What happens to Independence Park during the government shutdown? No one seems to know

A neighborhood early warning system like this has been a dream for city planners for decades. Now, though, with the rise of big data, this dream has taken a giant step forward toward becoming a reality. As with all things big data, however, taking that step comes with both considerable promise — and peril.

Gentrification can be seen as a problem because it negatively impacts a community’s history, residents, culture, and social capital. It is a housing, economic, and health issue that displaces a group of people through urban renewal programs, typically benefiting higher-income people, as they move into affordable neighborhoods and alter that neighborhood’s dynamics. City governments and the media downplay displacement in order to encourage new investment and develop attractions for tourists and residents. Because gentrification in the form of loft living became widespread during the 1970s due to the residential conversion of manufacturing space, it is difficult to say whether gentrifiers contribute to or simply follow industrial dislocations and factory shutdowns. By the same token, gentrifiers often move into neighborhoods that have already lost residents because of property owners’ disinvestment and abandonment as well as a decline in public services. Gentrifiers are attracted not only to the “bricks-and-mortar” architectural beauty of older homes in inner-city areas, but they are also drawn in by the cultural and historical significance of place-and by their desire to restore these kinds of homes and places to a version of their former glory.

Grants and subsidies for small businesses enable them to withstand rising rents, maintaining the unique character of neighborhoods. Empowering residents to participate in urban planning decisions fosters a sense of ownership and helps align development with community needs. Gentrification is a global phenomenon, reshaping neighborhoods in cities across the world.

RESOURCES

Where government works in concert with the residents, such as in Lowell, Massachusetts, in the 1970s and 1980s, tensions are reduced. Where government tends to promote private investment and a laissez-faire attitude, such as on the Lower East Side of New York, conflicts with local residents may arise. Gentrification begins when a deteriorated and usually partially abandoned neighborhood for some reason appeals to housing speculators.

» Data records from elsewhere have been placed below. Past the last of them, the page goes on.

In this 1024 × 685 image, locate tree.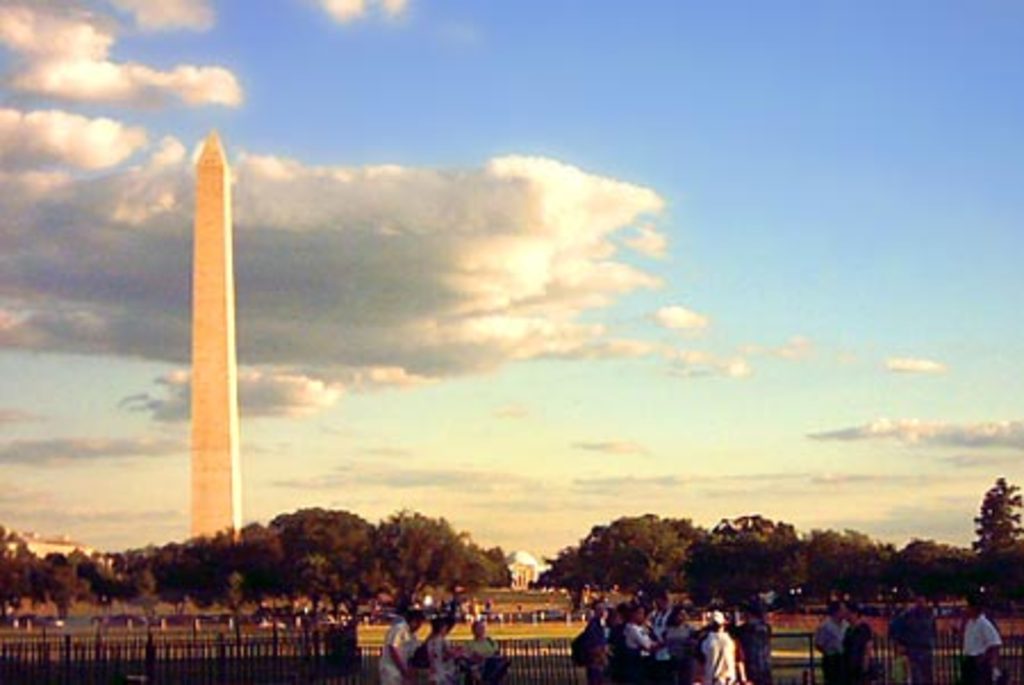
Bounding box: [0, 505, 519, 630].
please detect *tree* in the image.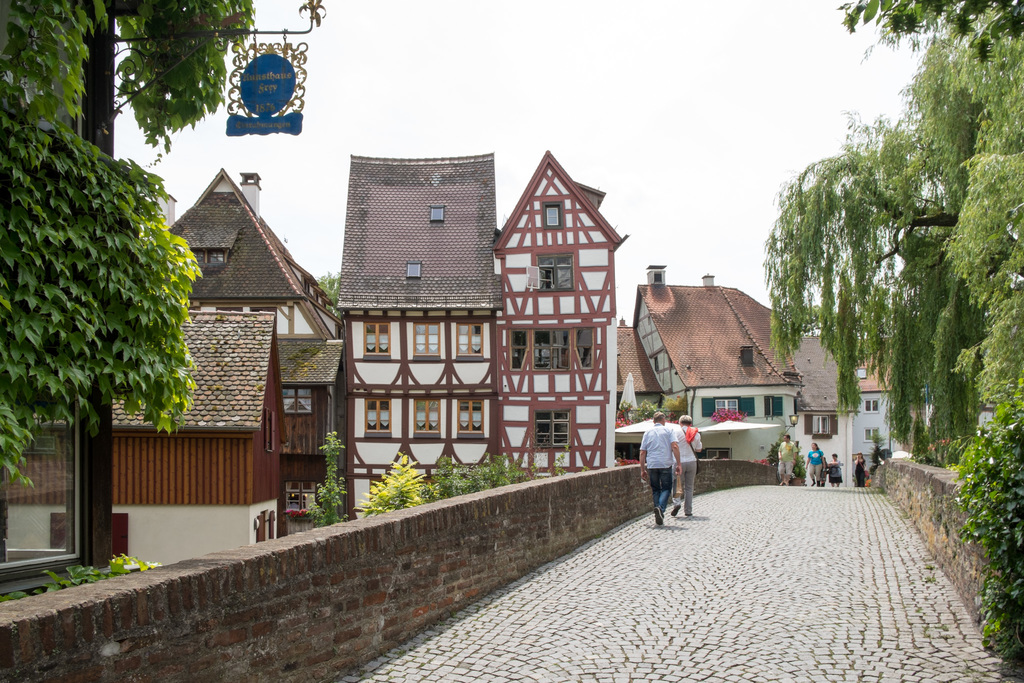
837, 0, 1023, 64.
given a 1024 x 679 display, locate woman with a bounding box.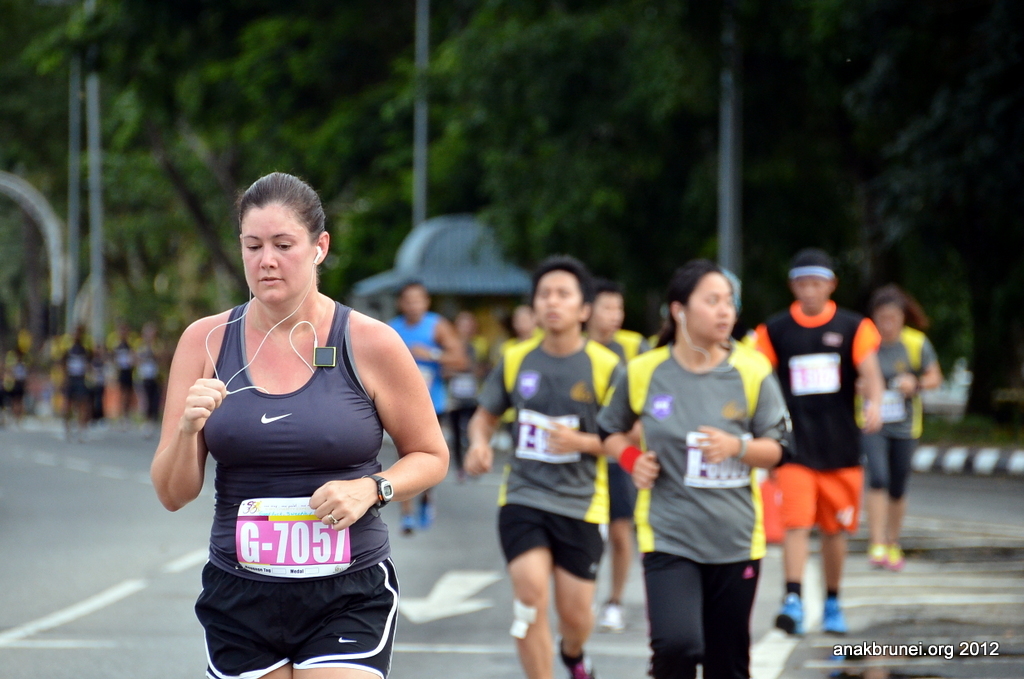
Located: 160, 160, 452, 678.
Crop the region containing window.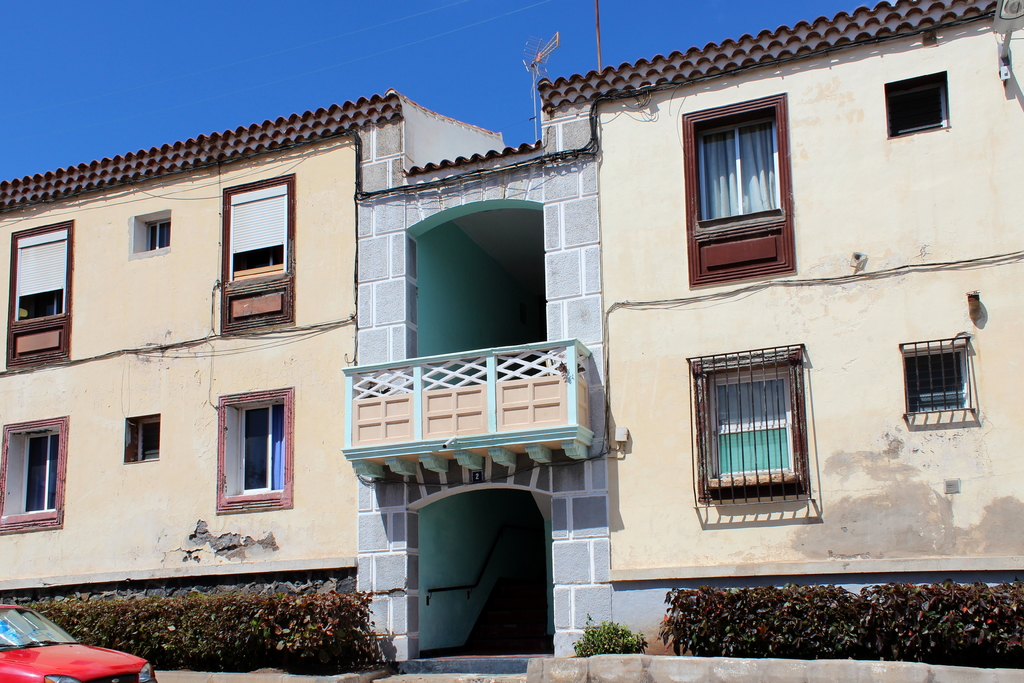
Crop region: [left=133, top=209, right=173, bottom=259].
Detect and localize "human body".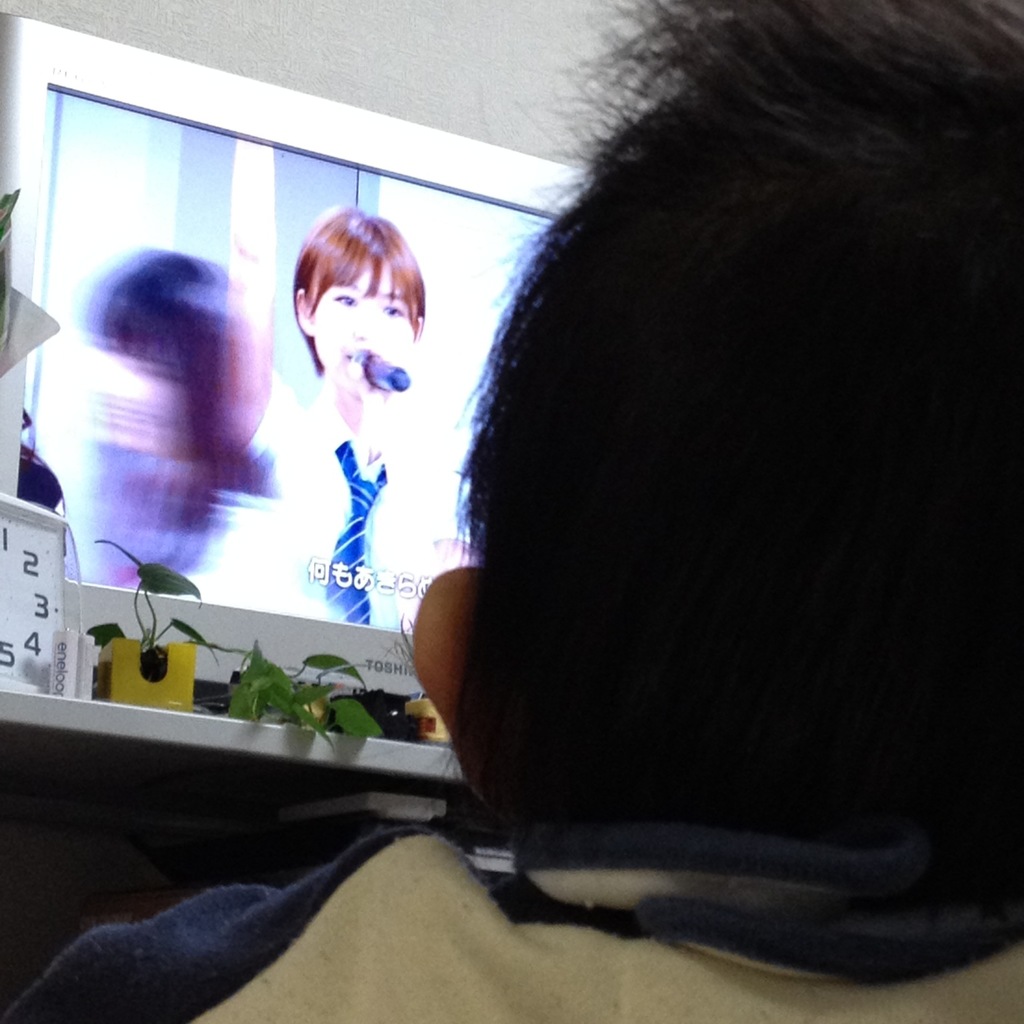
Localized at rect(254, 349, 450, 621).
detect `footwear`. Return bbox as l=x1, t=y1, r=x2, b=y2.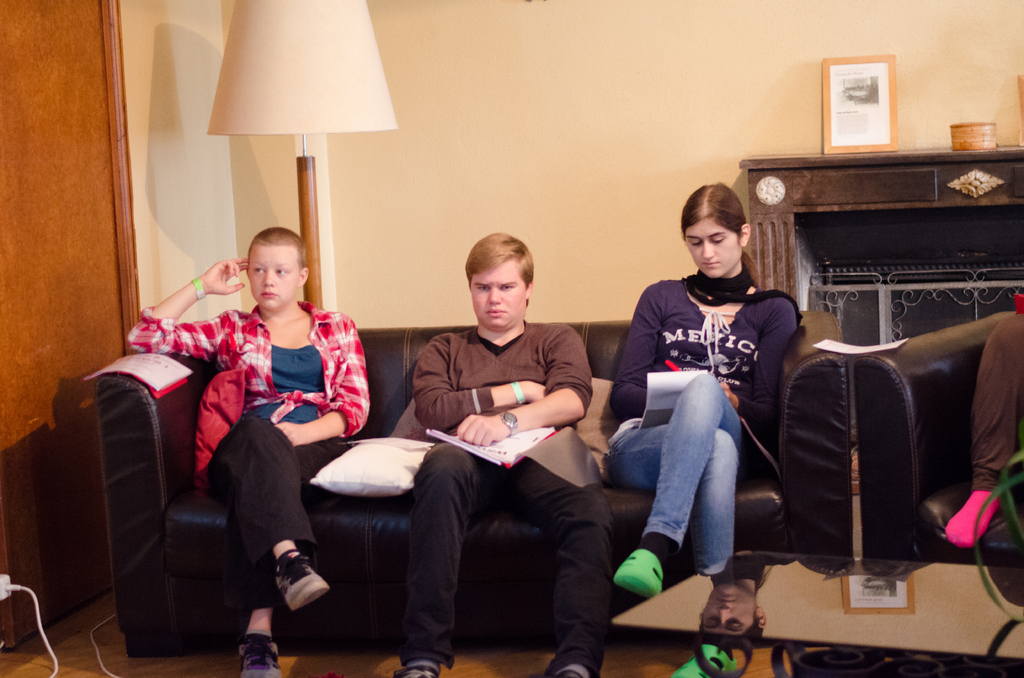
l=549, t=667, r=589, b=677.
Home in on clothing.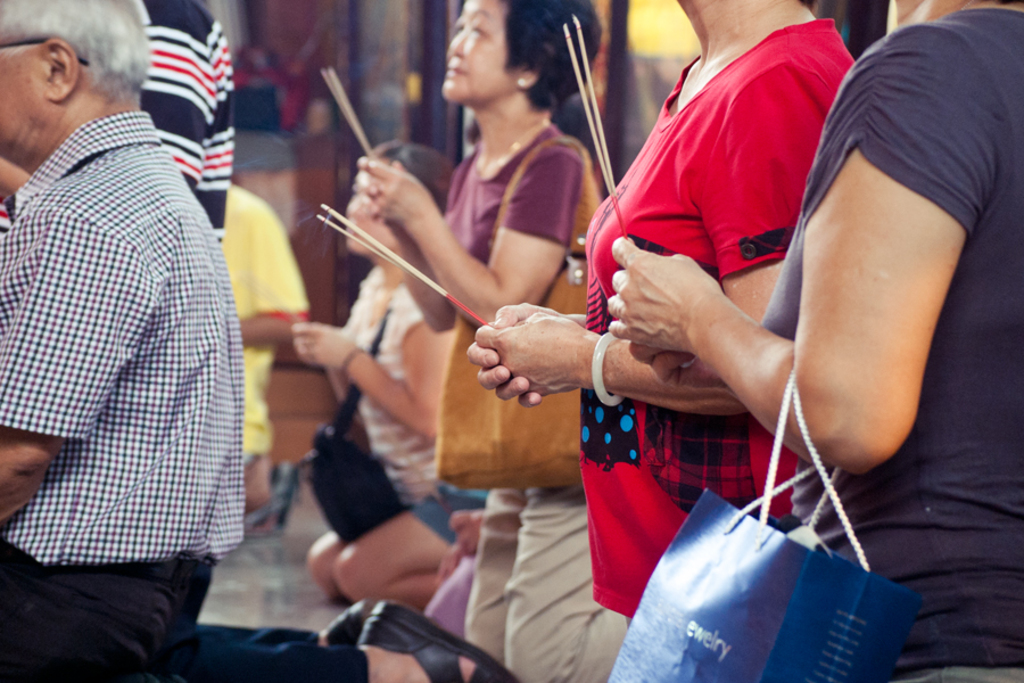
Homed in at BBox(0, 59, 256, 659).
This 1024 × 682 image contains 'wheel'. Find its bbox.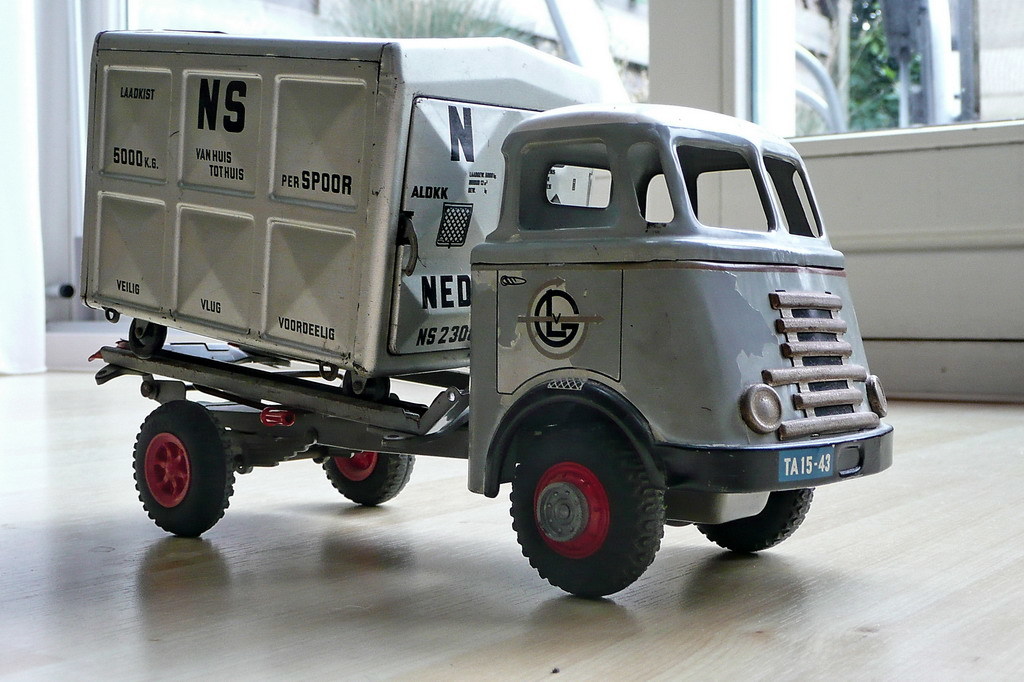
box=[127, 399, 232, 540].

Additional studies are needed that yield findings which are generalizable to larger portions of the US population. While local gentrification and health studies may be most desirable for creating the tailored public health solutions, the impacts of larger (even nationwide) research investigations must not be discounted as national studies can provide a basis for federal policy mandates. And while gentrification occurs in both rural and urban areas 33, 40, 41, these studies focused solely on urban populations, bringing about additional concerns of urban-rural biases. Future research should also consider the role of geography and urbanicity in the gentrification-health association. For the purposes of study selection, we included studies that included gentrification as an exposure, not an outcome. Since there is no consensus on a definition of gentrification, we include the presence of this phenomenon and exposure as defined by the original study authors.

Gentrification

These neighborhoods may be located near downtown areas or other desirable elements, such as employment opportunities, parks and restaurants. WHYY provides trustworthy, fact-based, local news and information and world-class entertainment to everyone in our community. Add a cupcake shop, a yoga studio, a few high-rise apartment buildings and a magazine feature deeming this the next “it destination” for all the young professionals on the rise.